Hi, this perhaps seems like a ridiculous question but I am currently in a ridiculous scenario. Perhaps it's best to start off with my current setup and then explain why it is this way:
Garbage ISP router is the key here. I'm renting, the wifi on the isp router is so bad I could write 5 paragraphs on it (goes way beyond just being slow), and the landlord can't be bothered to even call them up. On top of this, the router has no configuration interface (the isp requires that the contract holder call them to activate it, and that's not gonna happen). I'm forwarding ports by running a cron job that continually allocates them through UPnP. The ethernet interfaces on it however seem to work properly.
Goal
So I set things up as above, everything is now ok. The one problem I do still have however is that in order to forward ports, I now have to do it twice - once on the openwrt router and once on the isp router. And ofc I also can't access the machines on the .2 network from the .1 network.
I would like to keep "free travel" between both networks, as would happen if the openwrt router was merely serving as an access point/switch. The reason I'm not doing that however, and instead aim to keep this separate .2 network, is I'm doing split DNS, statically allocated addresses, and I don't want to depend on the isp router's DHCP (or anything else) - it frequently goes haywire or just straight up dies, and I'd like my .2 network to keep working normally when it does.
Question
I understand that if I just bridge wan with lan, I'll have two "competing" DHCP servers. With nat however, 192.168.1.5 can never talk directly to 192.168.2.3. I was thinking perhaps "walling-off" DHCP traffic (essentially making 2 different DHCP "domains") might work, but then the openwrt router would have to send out ARP "updates" on the .1 network so the isp router would know which port to route the .2 destination packets to (assuming that would even work).
You can set your OpenWRt router as a dumb AP
You then have one large subnet for seamless access.

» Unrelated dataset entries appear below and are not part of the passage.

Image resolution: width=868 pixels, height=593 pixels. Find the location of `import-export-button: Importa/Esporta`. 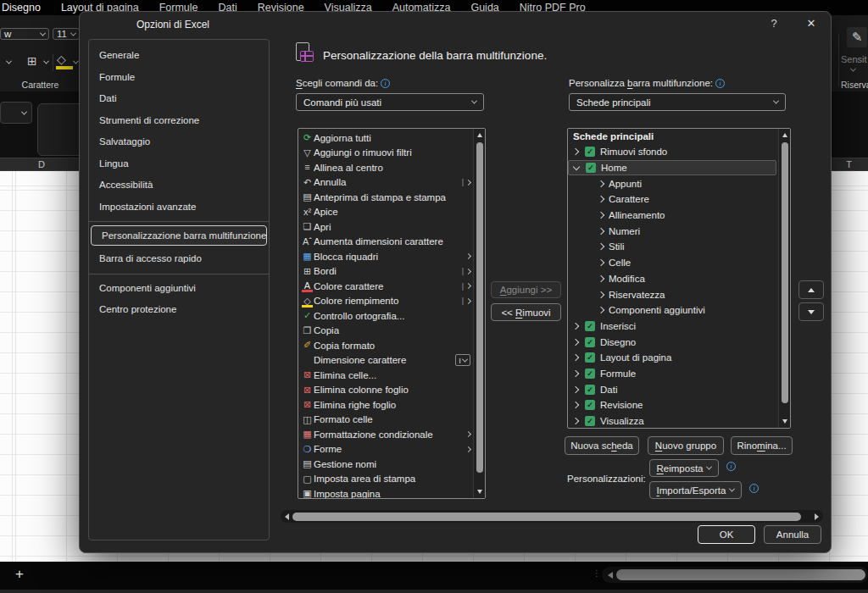

import-export-button: Importa/Esporta is located at coordinates (695, 490).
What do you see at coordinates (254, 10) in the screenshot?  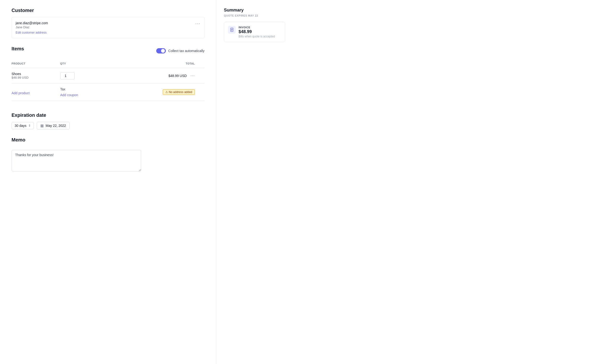 I see `summary-title: Summary` at bounding box center [254, 10].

If you do not want this and you want the OpenWRT router on its own subnet with own DHCP server then you have to set a static route on the ISP router: ip route add 192.168.2.0/24 via 192.168.1.5
The next step is to allow traffic from the ISP routers subnet (192.168.1.0/24) on the router:
/etc/config/firewall:
config rule
option name 'allow_forward'
option src 'wan'
option dest '*'
option target 'ACCEPT'
list src_ip '192.168.0.0/16'
option enabled '1'
config rule
option name 'allow_input'
option src 'wan'
option target 'ACCEPT'
list src_ip '192.168.0.0/16'
option enabled '1'
Perhaps my post was a bit long. I mentioned the ISP router has no configuration interface. Hence my speculation in the end with regards to using ARP to manually 'force' this routing on the part of the isp router, but that was assuming it would hold .2 network addresses in its ARP table which I'm not sure it would.
Also wouldn't allowing traffic like that cause conflict between the two DHCP servers? Or does it know not to forward broadcast data?
If they are PCs like on the diagram, you could configure the routes directly on the end devices in the 192.168.1.x network, pointing the 192.168.2.x network towards the OpwnWrt router, then allowing the .1.x individual devices' IP on the OpenWrt router's firewall.
Though a better solution would be to connect all your end devices behind the OpenWrt router. If you want to keep them separated you can configure 2 different VLANs, and have different DNS settings on each network if that's what you want. Edit: of course you can still permit on the firewall any specific traffic you want to pass between the VLANs.